Bond Co-edits "The Rise of Trumpism"
On the eve of the presidential inauguration, a top journal in American anthropology has published a collection of essays, co-edited by Associate Director of the Center for the Advancement of Public Action David Bond, which raises new questions about the rise of Trump and the current state of American politics. The collection features work from leading anthropologists who offer provocative reflections on the culture of Trump and popular misconceptions of class and race today. These wide-ranging essays offer bold new interpretations of solidarity, hate and the future of American democracy.
“As experts on human diversity, cultural anthropologists are alarmed by the weaponization of difference in American politics today," said co-editor Dr. Lucas Bessire, assistant professor of anthropology at the University of Oklahoma. "This series aims to advance the conversation on inequality and push against the ways our differences are exaggerated and used for partisan and economic profit.”
Challenging widespread narratives of white working class resentment as the primary explanation for the rise of Trump, this collection is inspired by the staggering diversity of working people today and the lived contradictions in former steel towns, coal mining regions, and the agricultural heartland of America.
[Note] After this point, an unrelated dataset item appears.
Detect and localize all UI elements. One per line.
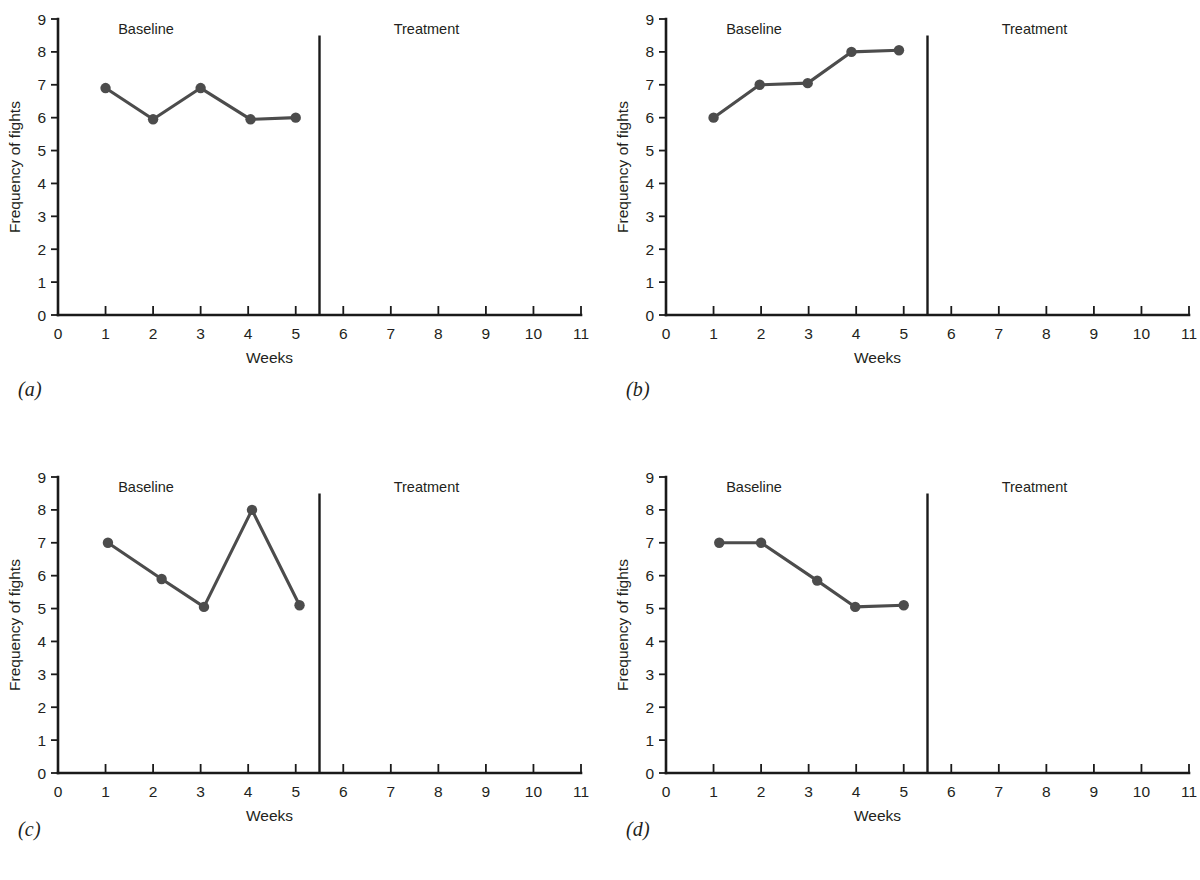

Drawing from long-term ethnographic fieldwork, the contributors offer fresh insight into the simplification of race and class in election post-mortems and draw new attention to reproductive politics, populism, faith and the challenges of rural life today.
“The elected direction of American democracy demands a new generation of public intellectuals,” said Bond. “In this moment of self-indulgent presidential grandstanding without regard for empirical evidence or human consequence, the insight of serious social research is desperately needed as a vital public good. This collection begins to chart out those scholars and issues that should be part of the larger conversation on President-Elect Trump.”
The Rise of Trumpism also includes two essays by Bennington alumnae, Faye Ginsburg '78 and Judith Butler '75.